On a recent sun-drenched morning, Nyla Shepard, a ninth grader at Eli Whitney Tech, approached a white Honda on the corner of Legion and Sherman Avenues, a bottle of lemonade in each hand. The driver shook her head, then redirected her eyes at the road.
“People are gonna do that,” she said, as the light turned green. “You just gotta get used to it.”
Nyla is among the 11 participants in the Gorilla Lemonade youth ambassadors program that started in early July. Its mission, according to Kristen Threatt, co-founder of Gorilla Lemonade, the local beverage supplier with the motto “community over competition”: “teaching our younger generation, through instruction and practical experience, that if you do the work, and do it right, you’ll get rewarded.”
The program, which currently has no tuition requirement, begins at 8:30 a.m. each weekday at its headquarters outside Threatt’s residence on Greenwood Street with stretching, calisthenics, and jogging, followed by prayer.
Then Threatt, who formerly ranked #7 in sales nationally at Frontier Communications, shares lessons on financial literacy, including setting financial goals, book-keeping, and investing; on how to make an effective sales pitch, on how to deal with and keep customers.
“I teach them to maximize their ability to reach people through sales with a smile and the fact that they’re kids,” Threatt said, smiling himself. “But it’s serious too, because we’re asking them to treat the product they’re selling like it’s their own franchise and that’s how they learn the hustle and grind of business.”
Then it’s sales time. The group packs the coolers with bottles — they get bags of ice from a nearby bodega — and wheels them to the intersection of Legion and Sherman. “The first case was given to them at the beginning, those 24 bottles are their start-up capital, and every case after that they invest in themselves to make a profit,” Threatt said.
Each bottle costs $3. Customers can get two for $5.
“Everyone loves the two-for-$5 deal,” said Michael “M.J.” Smith, a fifth grader at Ross-Woodward School, counting the bills from a sale as cars trundled past along Sherman Avenue. He, like all the ambassadors, records each day’s profits and expenses in a notebook. “Kris says we’ll love math, now that we can apply it in the real world,” he said.
“Kris has taught me to be more disciplined with my time, and to think with my head and not with my emotions, and not let the no’s get to me,” said Tradiq Scurry, a sophomore at Hillhouse, relaxing on the steps of Threatt’s house as he finished his lunch — it’s provided by the Eat Up Foundation—beside the empty coolers. “He’s putting us all on the right path.”
“Tradiq showed up one day and asked, ‘Can I be on the team?’” Threatt recalled, as some of the kids tossed a football under the Greenwood oaks, among the after-lunch activities. “I told him, ‘as long as you show leadership.’ Right away I could tell he was a leader.”
Each ambassador, he said, has a gift. M.J., for example, “has that hustle and Tae [Cunningham], he’s good at anything he puts his mind to,” he said. The idea “is to give each young person permission to be themselves, to be their best selves.”
Just then, Gorilla Lemonade co-founder Brian Burkett-Thompson stopped by on his way to work. “Having access to people who can show the hard work it takes to be successful makes a huge difference in someone’s life, especially when there’s not a lot of role models,” he said. “Plus there’s nothing like the feeling you get, that self-esteem, with having a job and earning money.”
“Right?” he asked Shepard, who had just thrown a perfect spiral to Cunningham.
She nodded, a grin lighting her face.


EXERCISE BRIEF: Copy out the material in full. Leave every line as it is.

ENTRIES SHOWN:
++++++

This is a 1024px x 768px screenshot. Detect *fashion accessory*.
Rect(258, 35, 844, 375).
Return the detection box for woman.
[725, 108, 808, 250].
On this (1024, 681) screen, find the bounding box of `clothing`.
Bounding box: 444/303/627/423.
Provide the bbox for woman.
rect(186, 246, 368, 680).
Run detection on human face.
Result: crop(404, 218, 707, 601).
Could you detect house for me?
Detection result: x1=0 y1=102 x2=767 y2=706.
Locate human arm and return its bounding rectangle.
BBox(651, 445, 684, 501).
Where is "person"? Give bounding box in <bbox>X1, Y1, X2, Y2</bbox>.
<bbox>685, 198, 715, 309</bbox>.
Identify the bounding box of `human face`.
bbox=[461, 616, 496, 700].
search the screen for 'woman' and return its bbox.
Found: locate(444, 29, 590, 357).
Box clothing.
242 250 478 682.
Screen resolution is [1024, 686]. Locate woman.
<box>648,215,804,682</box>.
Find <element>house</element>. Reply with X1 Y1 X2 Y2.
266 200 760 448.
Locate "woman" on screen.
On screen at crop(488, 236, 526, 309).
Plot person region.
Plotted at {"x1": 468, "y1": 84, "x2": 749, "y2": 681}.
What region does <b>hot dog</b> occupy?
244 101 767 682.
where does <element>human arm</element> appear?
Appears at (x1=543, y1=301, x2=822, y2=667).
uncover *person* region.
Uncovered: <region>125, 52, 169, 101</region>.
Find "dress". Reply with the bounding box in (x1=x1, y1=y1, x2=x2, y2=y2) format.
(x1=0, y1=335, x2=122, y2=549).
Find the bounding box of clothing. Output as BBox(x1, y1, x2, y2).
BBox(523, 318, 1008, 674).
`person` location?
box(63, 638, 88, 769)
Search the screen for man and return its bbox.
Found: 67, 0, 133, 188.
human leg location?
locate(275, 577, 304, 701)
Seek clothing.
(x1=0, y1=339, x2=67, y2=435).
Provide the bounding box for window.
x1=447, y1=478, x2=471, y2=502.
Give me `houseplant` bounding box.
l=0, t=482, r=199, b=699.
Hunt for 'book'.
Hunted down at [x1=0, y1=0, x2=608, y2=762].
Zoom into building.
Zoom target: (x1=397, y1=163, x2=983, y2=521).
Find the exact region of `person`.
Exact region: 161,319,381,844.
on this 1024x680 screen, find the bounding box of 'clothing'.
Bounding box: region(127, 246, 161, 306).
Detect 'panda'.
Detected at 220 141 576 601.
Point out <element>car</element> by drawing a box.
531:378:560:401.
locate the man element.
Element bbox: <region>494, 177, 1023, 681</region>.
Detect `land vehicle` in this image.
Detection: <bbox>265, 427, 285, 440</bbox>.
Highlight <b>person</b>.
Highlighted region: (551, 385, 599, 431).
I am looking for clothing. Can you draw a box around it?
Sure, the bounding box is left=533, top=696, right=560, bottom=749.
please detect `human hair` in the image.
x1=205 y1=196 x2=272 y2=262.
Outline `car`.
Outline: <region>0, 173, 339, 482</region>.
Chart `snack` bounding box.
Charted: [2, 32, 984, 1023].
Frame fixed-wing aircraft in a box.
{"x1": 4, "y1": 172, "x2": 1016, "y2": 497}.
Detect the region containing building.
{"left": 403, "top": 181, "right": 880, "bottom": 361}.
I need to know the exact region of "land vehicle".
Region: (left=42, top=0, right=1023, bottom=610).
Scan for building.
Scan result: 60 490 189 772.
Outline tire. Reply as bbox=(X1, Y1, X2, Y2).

++++++

RESPONSE:
This is a 1024px x 768px screenshot. Detect *fashion accessory*.
Rect(258, 35, 844, 375).
Return the detection box for woman.
[725, 108, 808, 250].
On this (1024, 681) screen, find the bounding box of `clothing`.
Bounding box: 444/303/627/423.
Provide the bbox for woman.
rect(186, 246, 368, 680).
Run detection on human face.
Result: crop(404, 218, 707, 601).
Could you detect house for me?
Detection result: x1=0 y1=102 x2=767 y2=706.
Locate human arm and return its bounding rectangle.
BBox(651, 445, 684, 501).
Where is "person"? Give bounding box in <bbox>X1, Y1, X2, Y2</bbox>.
<bbox>685, 198, 715, 309</bbox>.
Identify the bounding box of `human face`.
bbox=[461, 616, 496, 700].
search the screen for 'woman' and return its bbox.
Found: locate(444, 29, 590, 357).
Box clothing.
242 250 478 682.
Screen resolution is [1024, 686]. Locate woman.
<box>648,215,804,682</box>.
Find <element>house</element>. Reply with X1 Y1 X2 Y2.
266 200 760 448.
Locate "woman" on screen.
On screen at crop(488, 236, 526, 309).
Plot person region.
Plotted at {"x1": 468, "y1": 84, "x2": 749, "y2": 681}.
What region does <b>hot dog</b> occupy?
244 101 767 682.
where does <element>human arm</element> appear?
Appears at (x1=543, y1=301, x2=822, y2=667).
uncover *person* region.
Uncovered: <region>125, 52, 169, 101</region>.
Find "dress". Reply with the bounding box in (x1=x1, y1=y1, x2=x2, y2=y2) format.
(x1=0, y1=335, x2=122, y2=549).
Find the bounding box of clothing. Output as BBox(x1, y1, x2, y2).
BBox(523, 318, 1008, 674).
`person` location?
box(63, 638, 88, 769)
Search the screen for man and return its bbox.
Found: 67, 0, 133, 188.
human leg location?
locate(275, 577, 304, 701)
Seek clothing.
(x1=0, y1=339, x2=67, y2=435).
Provide the bounding box for window.
x1=447, y1=478, x2=471, y2=502.
Give me `houseplant` bounding box.
l=0, t=482, r=199, b=699.
Hunt for 'book'.
Hunted down at [x1=0, y1=0, x2=608, y2=762].
Zoom into building.
Zoom target: (x1=397, y1=163, x2=983, y2=521).
Find the exact region of `person`.
Exact region: 161,319,381,844.
on this 1024x680 screen, find the bounding box of 'clothing'.
Bounding box: region(127, 246, 161, 306).
Detect 'panda'.
Detected at 220 141 576 601.
Point out <element>car</element> by drawing a box.
531:378:560:401.
locate the man element.
Element bbox: <region>494, 177, 1023, 681</region>.
Detect `land vehicle` in this image.
Detection: <bbox>265, 427, 285, 440</bbox>.
Highlight <b>person</b>.
Highlighted region: (551, 385, 599, 431).
I am looking for clothing. Can you draw a box around it?
Sure, the bounding box is left=533, top=696, right=560, bottom=749.
please detect `human hair` in the image.
x1=205 y1=196 x2=272 y2=262.
Outline `car`.
Outline: <region>0, 173, 339, 482</region>.
Chart `snack` bounding box.
Charted: [2, 32, 984, 1023].
Frame fixed-wing aircraft in a box.
{"x1": 4, "y1": 172, "x2": 1016, "y2": 497}.
Detect the region containing building.
{"left": 403, "top": 181, "right": 880, "bottom": 361}.
I need to know the exact region of "land vehicle".
Region: (left=42, top=0, right=1023, bottom=610).
Scan for building.
Scan result: 60 490 189 772.
Outline tire. Reply as bbox=(X1, Y1, X2, Y2).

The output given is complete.